Hi,
I am currently working on porting context propagation from the WildFly
Reactive Feature Pack to WildFly itself, and have a question about how to
proceed.
In the feature pack I have the following setup
* A microprofile-context-propagation layer, which contains the core
subsystem and propagation providers for:
- CDI
- Application (Just TCCL)
* A microprofile-context-propagation-jta layer which provides propagation
for transactions
During the porting process I am finally revisiting some long outstanding
things:
* Extending Application to also propagate the NamespaceContextSelector
(Jakarta EE naming)
* JAX-RS context propagation
* Servlet context propagation
Now, a lot of providers are starting to rely on more stuff in layers which
might not be provisioned. One thing I could do is have a layer for each of
these, so e.g:
- microprofile-context-propagation-jaxrs would provide propagation of the
RestEasy context and make sure the JAX-RS layers are available
- microprofile-context-propagation-servlet would provide propagation of the
Servlet context and make sure the undertow layers are available
and so on.
While ^^ is the cleanest solution, I think it is way too fine-grained, and
the list of what people need to provision might become quite long.
I am currently working on something where you just have the
microprofile-context-propagation layer, which contains all the providers,
and does a check when the deployment is first initialised. If when loading,
say, the RestEasy provider, and RestEasy is not there, it will log an INFO
message along the lines of:
Class
org.wildfly.extension.microprofile.context.propagation.providers.jaxrs.JaxRsThreadContextSnapshotFactory
could not be loaded, because the underlying layers are not provisioned. You
will not get context propagation for the 'JAX-RS' thread context type
This message is printed when the deployment's context manager is first
loaded (i.e. on deploy) and not on every attempt to do propagation.
Does anybody see any problems with this approach? To me it is more
user-friendly, but others might have different opinions.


**WORK REQUEST**: When you copy the data that follows, reproduce every word exactly and leave out the images.

**Data excerpts**:

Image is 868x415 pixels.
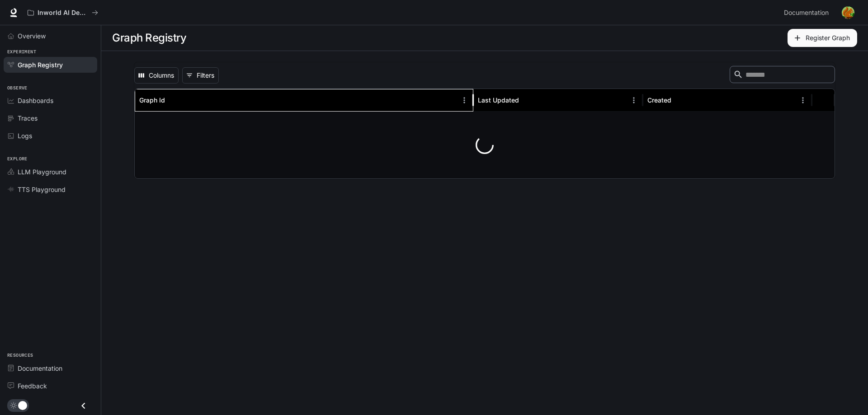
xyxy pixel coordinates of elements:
[73,396,94,415] button: Close drawer
[18,60,63,70] span: Graph Registry
[4,110,97,126] a: Traces
[457,94,471,107] button: Menu
[18,96,54,105] span: Dashboards
[18,400,27,411] span: Dark mode toggle
[780,4,835,22] a: Documentation
[4,182,97,197] a: TTS Playground
[4,28,97,44] a: Overview
[139,96,165,104] div: Graph Id
[729,66,835,85] div: Search
[18,167,66,177] span: LLM Playground
[18,131,32,140] span: Logs
[4,378,97,394] a: Feedback
[648,96,671,104] div: Created
[134,67,179,84] button: Select columns
[478,96,519,104] div: Last Updated
[38,9,88,17] p: Inworld AI Demos
[796,94,810,107] button: Menu
[166,94,179,107] button: Sort
[18,364,63,374] span: Documentation
[839,4,857,22] button: User avatar
[788,29,857,47] button: Register Graph
[4,361,97,377] a: Documentation
[842,6,855,19] img: User avatar
[112,29,187,47] h1: Graph Registry
[4,57,97,73] a: Graph Registry
[18,31,45,41] span: Overview
[18,185,66,194] span: TTS Playground
[627,94,641,107] button: Menu
[520,94,533,107] button: Sort
[18,114,38,123] span: Traces
[4,93,97,109] a: Dashboards
[24,4,102,22] button: All workspaces
[18,381,47,391] span: Feedback
[784,7,828,19] span: Documentation
[182,67,219,84] button: Show filters
[4,128,97,144] a: Logs
[673,94,686,107] button: Sort
[4,164,97,180] a: LLM Playground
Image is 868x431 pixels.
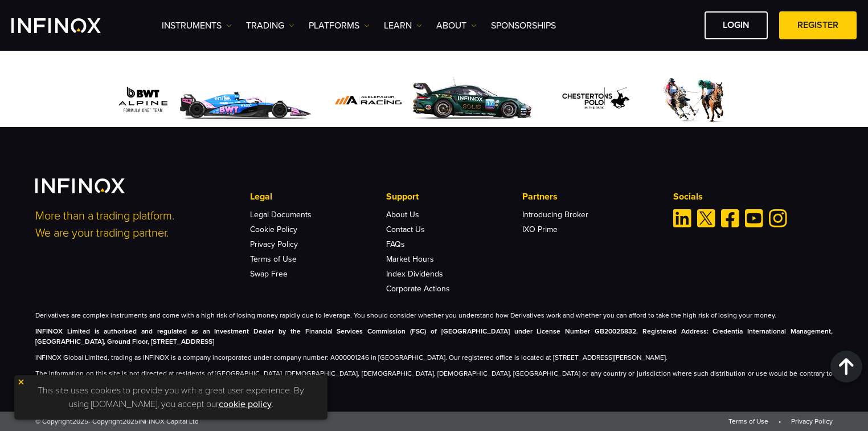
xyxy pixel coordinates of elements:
[162,19,232,32] a: Instruments
[387,210,420,220] a: About Us
[728,417,768,425] a: Terms of Use
[35,310,833,320] p: Derivatives are complex instruments and come with a high risk of losing money rapidly due to leve...
[387,225,425,234] a: Contact Us
[219,399,272,410] a: cookie policy
[704,11,768,39] a: LOGIN
[436,19,476,32] a: ABOUT
[522,210,588,220] a: Introducing Broker
[123,417,139,425] span: 2025
[745,209,763,227] a: Youtube
[250,225,298,234] a: Cookie Policy
[387,239,405,249] a: FAQs
[673,209,691,227] a: Linkedin
[522,225,557,234] a: IXO Prime
[35,416,199,426] span: © Copyright - Copyright INFINOX Capital Ltd
[490,19,555,32] a: SPONSORSHIPS
[309,19,370,32] a: PLATFORMS
[250,190,386,204] p: Legal
[11,18,128,33] a: INFINOX Logo
[35,352,833,363] p: INFINOX Global Limited, trading as INFINOX is a company incorporated under company number: A00000...
[522,190,658,204] p: Partners
[17,378,25,386] img: yellow close icon
[769,209,787,227] a: Instagram
[250,239,298,249] a: Privacy Policy
[770,417,789,425] span: •
[387,269,443,279] a: Index Dividends
[35,208,235,242] p: More than a trading platform. We are your trading partner.
[721,209,739,227] a: Facebook
[387,284,449,294] a: Corporate Actions
[35,368,833,389] p: The information on this site is not directed at residents of [GEOGRAPHIC_DATA], [DEMOGRAPHIC_DATA...
[250,210,312,220] a: Legal Documents
[387,190,521,204] p: Support
[387,254,434,264] a: Market Hours
[72,417,88,425] span: 2025
[779,11,857,39] a: REGISTER
[384,19,422,32] a: Learn
[250,254,297,264] a: Terms of Use
[20,381,322,414] p: This site uses cookies to provide you with a great user experience. By using [DOMAIN_NAME], you a...
[791,417,833,425] a: Privacy Policy
[697,209,715,227] a: Twitter
[673,190,833,204] p: Socials
[246,19,295,32] a: TRADING
[250,269,288,279] a: Swap Free
[35,327,833,346] strong: INFINOX Limited is authorised and regulated as an Investment Dealer by the Financial Services Com...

**TASK RESULT**:
Image is 868x415 pixels.
xyxy pixel coordinates of elements:
[73,396,94,415] button: Close drawer
[18,60,63,70] span: Graph Registry
[4,110,97,126] a: Traces
[457,94,471,107] button: Menu
[18,96,54,105] span: Dashboards
[18,400,27,411] span: Dark mode toggle
[780,4,835,22] a: Documentation
[4,182,97,197] a: TTS Playground
[4,28,97,44] a: Overview
[139,96,165,104] div: Graph Id
[729,66,835,85] div: Search
[18,167,66,177] span: LLM Playground
[18,131,32,140] span: Logs
[4,378,97,394] a: Feedback
[648,96,671,104] div: Created
[134,67,179,84] button: Select columns
[478,96,519,104] div: Last Updated
[38,9,88,17] p: Inworld AI Demos
[796,94,810,107] button: Menu
[166,94,179,107] button: Sort
[18,364,63,374] span: Documentation
[839,4,857,22] button: User avatar
[788,29,857,47] button: Register Graph
[4,361,97,377] a: Documentation
[842,6,855,19] img: User avatar
[112,29,187,47] h1: Graph Registry
[4,57,97,73] a: Graph Registry
[18,31,45,41] span: Overview
[18,185,66,194] span: TTS Playground
[627,94,641,107] button: Menu
[520,94,533,107] button: Sort
[18,114,38,123] span: Traces
[4,93,97,109] a: Dashboards
[24,4,102,22] button: All workspaces
[18,381,47,391] span: Feedback
[784,7,828,19] span: Documentation
[182,67,219,84] button: Show filters
[4,128,97,144] a: Logs
[673,94,686,107] button: Sort
[4,164,97,180] a: LLM Playground
Image is 868x431 pixels.
xyxy pixel coordinates of elements:
[162,19,232,32] a: Instruments
[387,210,420,220] a: About Us
[728,417,768,425] a: Terms of Use
[35,310,833,320] p: Derivatives are complex instruments and come with a high risk of losing money rapidly due to leve...
[387,225,425,234] a: Contact Us
[219,399,272,410] a: cookie policy
[704,11,768,39] a: LOGIN
[436,19,476,32] a: ABOUT
[522,210,588,220] a: Introducing Broker
[123,417,139,425] span: 2025
[745,209,763,227] a: Youtube
[250,225,298,234] a: Cookie Policy
[387,239,405,249] a: FAQs
[673,209,691,227] a: Linkedin
[522,225,557,234] a: IXO Prime
[35,416,199,426] span: © Copyright - Copyright INFINOX Capital Ltd
[490,19,555,32] a: SPONSORSHIPS
[309,19,370,32] a: PLATFORMS
[250,190,386,204] p: Legal
[11,18,128,33] a: INFINOX Logo
[35,352,833,363] p: INFINOX Global Limited, trading as INFINOX is a company incorporated under company number: A00000...
[522,190,658,204] p: Partners
[17,378,25,386] img: yellow close icon
[769,209,787,227] a: Instagram
[250,239,298,249] a: Privacy Policy
[770,417,789,425] span: •
[387,269,443,279] a: Index Dividends
[35,208,235,242] p: More than a trading platform. We are your trading partner.
[721,209,739,227] a: Facebook
[387,284,449,294] a: Corporate Actions
[35,368,833,389] p: The information on this site is not directed at residents of [GEOGRAPHIC_DATA], [DEMOGRAPHIC_DATA...
[250,210,312,220] a: Legal Documents
[387,190,521,204] p: Support
[387,254,434,264] a: Market Hours
[72,417,88,425] span: 2025
[779,11,857,39] a: REGISTER
[384,19,422,32] a: Learn
[250,254,297,264] a: Terms of Use
[20,381,322,414] p: This site uses cookies to provide you with a great user experience. By using [DOMAIN_NAME], you a...
[791,417,833,425] a: Privacy Policy
[697,209,715,227] a: Twitter
[673,190,833,204] p: Socials
[246,19,295,32] a: TRADING
[250,269,288,279] a: Swap Free
[35,327,833,346] strong: INFINOX Limited is authorised and regulated as an Investment Dealer by the Financial Services Com...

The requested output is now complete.